If the medium is the message, is the bumper sticker the medium?

Earlier this year, I attended a non-eco event that necessitated a longish subway ride. My reading material for the ride (one of the great advantages of not driving) was Tim Jackson’s Prosperity Without Growth. Having since completed reading it, my copy is now littered with Post-it notes.

A friend attending the event looked at the book under my arm and asked, somewhat aghast, “why would you want prosperity without growth?” It took me a few seconds to grasp that that she thought the book was advocating financial prosperity over personal growth.

Easy enough to understand in retrospect, the reaction brings up one of the major stumbling blocks of EcoOptimism and of environmentalism generally: how do we not only convey the message, but put it in sound-biteable, appealing terms? Or put another way, where’s our version of Frank Luntz?

For better or worse, most environmentalists are liberals and it’s a truism that liberal goals don’t often translate well into catchy slogans. The earliest evidence of that I can remember was the Vietnam War era bumper sticker that read “America. Love it or leave it.” Why did we never see something like “America. Fix it or lose it?” Where’s the equivalent to “Guns don’t kill people. People do.” or “Drill, baby drill?”


 

 

 

 

 

 

 

Who’s got the better messaging?

I do recall — or perhaps I’m wishfully riffing on a Saturday Night Live line — bumper stickers that read “The Great Silent Majority is Neither.” (By the way, always fact check. When I looked up “the Holy Roman Empire was neither holy nor Roman nor an empire” just now, my dependency on pop culture was revealed. Turns out it’s attributed to some dude named Voltaire, not Mike Myers.)

 

 

 

 

 

One of the relatively rare examples of a really catchy green slogan, “Don’t Mess with Texas” began as a statewide anti-littering campaign, as recently pointed out in “Making Green More Macho.” So successful, in fact, that it’s been adopted and transformed for other purposes.

I’ve had a few, probably lame, attempts at channeling my inner sloganeer. Since the day I signed up for Facebook (you know, eons ago), my “political views” have read “Tax Pollution, Not People.” Personally, I thought it was pretty catchy. But I’m still waiting for it to catch on.

Can we/should we play the sound bite game? It’s tough to explain in a few short words why, for example, a growing GDP is probably not a good thing. Or why a carbon tax is. I think, though, it’s a game we can’t just opt out of, which means we have to play it better. (Please don’t make me use a sports metaphor.)

Enter your suggestions in the comments. And, by the way, as a non-car owner (I prefer the term car-free), I need to find a substitute for bumper stickers.

3 thoughts on “If the medium is the message, is the bumper sticker the medium?

  1. Lorne Craig

    The challenge with sloganeering is that the oversimplification and polarization of issues is part of the problem! Real cultural evolution is messy, incomplete and generally dissatisfying for most of the parties involved.
    BUT
    We are humans and respond to a quick, catchy phrase that sums it all up.
    So why not appeal to our innate senses of patriotism and injustice while subtly recognizing we have something to fix.

    I propose – “It’s time to stop trashing America.”

    Reply
  2. Rick Larson

    A person who doesn’t own a vehicle! Otherwise it is going to be hard to impress a soccer mom with a few kids, a mortgage, and a desire to help those kids integrate, with a slogan.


= Problem to solve =
A picture-free, exact copy of all the records below is the goal.

*** Records for this task Section Begins ***

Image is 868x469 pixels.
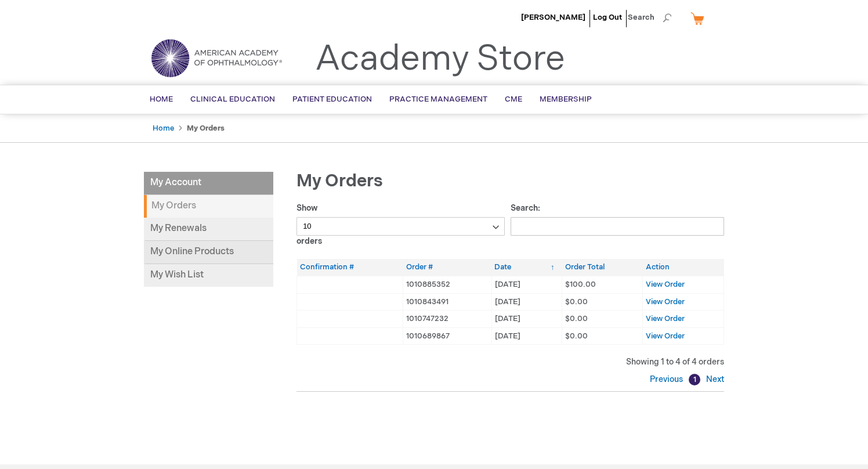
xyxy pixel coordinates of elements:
[296,171,383,192] span: My Orders
[149,95,173,104] span: Home
[703,375,724,384] a: Next
[144,241,273,264] a: My Online Products
[144,195,273,218] strong: My Orders
[491,259,561,276] th: Date: activate to sort column ascending
[505,95,522,104] span: CME
[491,310,561,328] td: [DATE]
[565,297,588,307] span: $0.00
[689,374,700,386] a: 1
[565,331,588,341] span: $0.00
[593,13,622,22] a: Log Out
[296,217,505,236] select: Showorders
[511,203,725,231] label: Search:
[539,95,592,104] span: Membership
[643,259,724,276] th: Action: activate to sort column ascending
[389,95,488,104] span: Practice Management
[403,293,492,310] td: 1010843491
[403,328,492,345] td: 1010689867
[646,297,685,307] a: View Order
[650,375,686,384] a: Previous
[627,6,672,29] span: Search
[403,259,492,276] th: Order #: activate to sort column ascending
[292,95,372,104] span: Patient Education
[191,95,275,104] span: Clinical Education
[565,280,596,289] span: $100.00
[403,310,492,328] td: 1010747232
[144,264,273,287] a: My Wish List
[152,124,174,133] a: Home
[491,293,561,310] td: [DATE]
[646,314,685,324] a: View Order
[511,217,725,236] input: Search:
[315,38,565,80] a: Academy Store
[646,280,685,289] a: View Order
[521,13,585,22] a: [PERSON_NAME]
[144,218,273,241] a: My Renewals
[646,331,685,341] a: View Order
[296,356,724,368] div: Showing 1 to 4 of 4 orders
[403,276,492,293] td: 1010885352
[491,328,561,345] td: [DATE]
[565,314,588,324] span: $0.00
[187,124,224,133] strong: My Orders
[491,276,561,293] td: [DATE]
[296,203,505,246] label: Show orders
[562,259,643,276] th: Order Total: activate to sort column ascending
[297,259,403,276] th: Confirmation #: activate to sort column ascending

*** Records for this task Section Ends ***

= Exercise solution =
Image is 868x469 pixels.
xyxy pixel coordinates of elements:
[296,171,383,192] span: My Orders
[149,95,173,104] span: Home
[703,375,724,384] a: Next
[144,241,273,264] a: My Online Products
[144,195,273,218] strong: My Orders
[491,259,561,276] th: Date: activate to sort column ascending
[505,95,522,104] span: CME
[491,310,561,328] td: [DATE]
[565,297,588,307] span: $0.00
[689,374,700,386] a: 1
[565,331,588,341] span: $0.00
[593,13,622,22] a: Log Out
[296,217,505,236] select: Showorders
[511,203,725,231] label: Search:
[539,95,592,104] span: Membership
[643,259,724,276] th: Action: activate to sort column ascending
[389,95,488,104] span: Practice Management
[403,293,492,310] td: 1010843491
[403,328,492,345] td: 1010689867
[646,297,685,307] a: View Order
[650,375,686,384] a: Previous
[627,6,672,29] span: Search
[403,259,492,276] th: Order #: activate to sort column ascending
[292,95,372,104] span: Patient Education
[191,95,275,104] span: Clinical Education
[565,280,596,289] span: $100.00
[403,310,492,328] td: 1010747232
[144,264,273,287] a: My Wish List
[152,124,174,133] a: Home
[491,293,561,310] td: [DATE]
[646,314,685,324] a: View Order
[511,217,725,236] input: Search:
[315,38,565,80] a: Academy Store
[646,280,685,289] a: View Order
[521,13,585,22] a: [PERSON_NAME]
[144,218,273,241] a: My Renewals
[646,331,685,341] a: View Order
[296,356,724,368] div: Showing 1 to 4 of 4 orders
[403,276,492,293] td: 1010885352
[491,328,561,345] td: [DATE]
[565,314,588,324] span: $0.00
[187,124,224,133] strong: My Orders
[491,276,561,293] td: [DATE]
[296,203,505,246] label: Show orders
[562,259,643,276] th: Order Total: activate to sort column ascending
[297,259,403,276] th: Confirmation #: activate to sort column ascending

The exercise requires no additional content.